Photoshop - GNU Image Manipulation Program
Illustrator - Inkscape
Office - Libre Office
All are as-good, if not better.
Not better is correct.
Gimp is the best free photo editor, but people who think it's just as good as Photoshop don't really know what Photoshop can do. Gimp doesn't have CMYK Color mode, or Pantone color, or spot color, which is critical for something commercially printed. It can't handle Camera Raw files, which contain hundreds times more information than jpg and other files Gimp can read. While Gimp can open PSD files, the chances of it being rendered properly is about 5 percent. Non-destructive edits with complicated composites is impossible with Gimp. Gimp has a single healing tool for pixel Manipulation, and it's quite limited, whereas Photoshop has 4 such tools with infinite fine tuning with each. Gimp is perfectly fine for simple image editing, I've used it a lot, but for something more sophisticated or detailed, the more powerful tools of Photoshop win out.
Inkscape is actually pretty good, especially if all you need it for is digital art, like websites, icons, app GUIs, etc. It's great. But it lacks that CMYK color output and, like Gimp, Pantone color matching.
Libre Office is actually pretty good. It will do most things that most people want to do in an office suite. It kills MS Office in file compatibility, as it will open pretty much anything, and can even save files in ebook formats. Sometimes documents render weird in Libre Office, because it can't properly use MS fonts. I tend to stay away from the MS font alternatives and go with Helvetica over Arial, for example. Solves that problem.

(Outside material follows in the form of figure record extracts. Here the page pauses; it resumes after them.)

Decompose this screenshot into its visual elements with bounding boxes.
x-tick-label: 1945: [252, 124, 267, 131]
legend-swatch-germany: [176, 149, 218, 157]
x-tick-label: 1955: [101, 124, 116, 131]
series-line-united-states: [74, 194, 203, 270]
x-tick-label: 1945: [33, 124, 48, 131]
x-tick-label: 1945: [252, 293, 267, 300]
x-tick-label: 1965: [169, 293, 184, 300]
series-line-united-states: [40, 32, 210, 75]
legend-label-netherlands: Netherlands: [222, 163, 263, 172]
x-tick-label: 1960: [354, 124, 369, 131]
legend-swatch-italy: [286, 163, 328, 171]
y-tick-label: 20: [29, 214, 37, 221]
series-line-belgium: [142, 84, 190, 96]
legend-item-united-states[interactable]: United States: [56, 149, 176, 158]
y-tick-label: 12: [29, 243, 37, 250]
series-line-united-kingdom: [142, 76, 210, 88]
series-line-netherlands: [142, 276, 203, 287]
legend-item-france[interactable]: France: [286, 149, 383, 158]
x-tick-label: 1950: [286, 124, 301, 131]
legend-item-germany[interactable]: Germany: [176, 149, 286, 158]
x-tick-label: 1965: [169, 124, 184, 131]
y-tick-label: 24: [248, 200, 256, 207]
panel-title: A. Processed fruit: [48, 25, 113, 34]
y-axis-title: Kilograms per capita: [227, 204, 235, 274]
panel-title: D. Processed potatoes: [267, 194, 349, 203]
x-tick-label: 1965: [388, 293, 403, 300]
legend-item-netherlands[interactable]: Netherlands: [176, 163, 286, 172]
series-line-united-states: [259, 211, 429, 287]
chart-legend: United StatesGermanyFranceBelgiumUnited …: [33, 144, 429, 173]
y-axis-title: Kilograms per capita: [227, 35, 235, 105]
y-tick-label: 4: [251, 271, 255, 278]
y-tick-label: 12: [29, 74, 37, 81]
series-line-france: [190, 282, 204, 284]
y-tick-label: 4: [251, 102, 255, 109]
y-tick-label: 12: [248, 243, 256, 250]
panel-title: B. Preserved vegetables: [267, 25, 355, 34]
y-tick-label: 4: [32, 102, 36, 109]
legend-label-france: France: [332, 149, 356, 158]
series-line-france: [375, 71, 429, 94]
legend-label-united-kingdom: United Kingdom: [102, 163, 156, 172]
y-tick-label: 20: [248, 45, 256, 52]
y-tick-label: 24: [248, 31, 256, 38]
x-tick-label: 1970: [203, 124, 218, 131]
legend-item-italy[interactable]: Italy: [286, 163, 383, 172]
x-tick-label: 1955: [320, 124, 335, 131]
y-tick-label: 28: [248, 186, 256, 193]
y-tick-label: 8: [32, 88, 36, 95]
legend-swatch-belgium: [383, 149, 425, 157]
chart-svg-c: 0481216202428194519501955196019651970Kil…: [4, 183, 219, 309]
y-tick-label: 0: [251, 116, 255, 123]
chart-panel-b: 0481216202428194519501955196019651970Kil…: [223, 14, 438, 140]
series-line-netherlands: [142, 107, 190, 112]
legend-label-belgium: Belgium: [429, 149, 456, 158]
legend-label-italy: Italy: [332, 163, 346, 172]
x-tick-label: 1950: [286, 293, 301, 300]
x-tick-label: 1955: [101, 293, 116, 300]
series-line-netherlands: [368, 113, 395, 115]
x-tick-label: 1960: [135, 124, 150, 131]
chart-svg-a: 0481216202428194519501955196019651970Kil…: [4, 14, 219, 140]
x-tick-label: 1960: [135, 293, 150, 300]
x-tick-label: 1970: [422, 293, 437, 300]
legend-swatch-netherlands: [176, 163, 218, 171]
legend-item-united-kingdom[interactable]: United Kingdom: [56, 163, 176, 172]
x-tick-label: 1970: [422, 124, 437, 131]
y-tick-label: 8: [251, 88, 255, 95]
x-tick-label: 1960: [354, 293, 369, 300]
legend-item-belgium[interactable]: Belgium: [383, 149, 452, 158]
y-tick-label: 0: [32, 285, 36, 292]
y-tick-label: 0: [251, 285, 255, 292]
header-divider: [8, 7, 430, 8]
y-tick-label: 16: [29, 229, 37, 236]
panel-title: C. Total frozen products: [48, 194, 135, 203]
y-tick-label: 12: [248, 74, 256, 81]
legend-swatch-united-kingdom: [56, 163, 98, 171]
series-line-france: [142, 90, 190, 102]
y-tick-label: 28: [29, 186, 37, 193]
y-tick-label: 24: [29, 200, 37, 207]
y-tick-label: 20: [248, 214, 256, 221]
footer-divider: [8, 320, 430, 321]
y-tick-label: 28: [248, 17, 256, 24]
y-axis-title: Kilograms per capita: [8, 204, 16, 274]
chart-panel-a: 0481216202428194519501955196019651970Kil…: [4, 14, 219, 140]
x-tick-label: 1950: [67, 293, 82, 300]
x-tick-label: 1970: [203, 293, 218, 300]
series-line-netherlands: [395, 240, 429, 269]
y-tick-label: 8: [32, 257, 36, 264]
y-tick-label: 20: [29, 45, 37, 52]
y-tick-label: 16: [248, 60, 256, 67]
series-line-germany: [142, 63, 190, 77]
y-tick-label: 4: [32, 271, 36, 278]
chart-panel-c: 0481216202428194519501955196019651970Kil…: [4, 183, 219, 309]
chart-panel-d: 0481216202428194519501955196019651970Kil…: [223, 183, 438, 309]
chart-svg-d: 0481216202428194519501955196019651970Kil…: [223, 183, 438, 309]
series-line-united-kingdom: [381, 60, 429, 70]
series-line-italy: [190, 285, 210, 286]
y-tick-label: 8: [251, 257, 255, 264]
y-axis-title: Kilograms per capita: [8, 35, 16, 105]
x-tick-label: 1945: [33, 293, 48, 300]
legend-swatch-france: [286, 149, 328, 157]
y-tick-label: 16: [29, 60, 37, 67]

The downside is, the people who code and review the system are not user-focused, rather they are developers who are tool-focused. So by nature it's clunky, bloated and a little crash heavy. Having said that, it's a top notch alternative to MS Office, and the way Microsoft is headed with their online-only, always-connected model, making standalone, offline productivity more difficult (not yet, but that's where they are headed), Libre Office becomes an even more attractive option.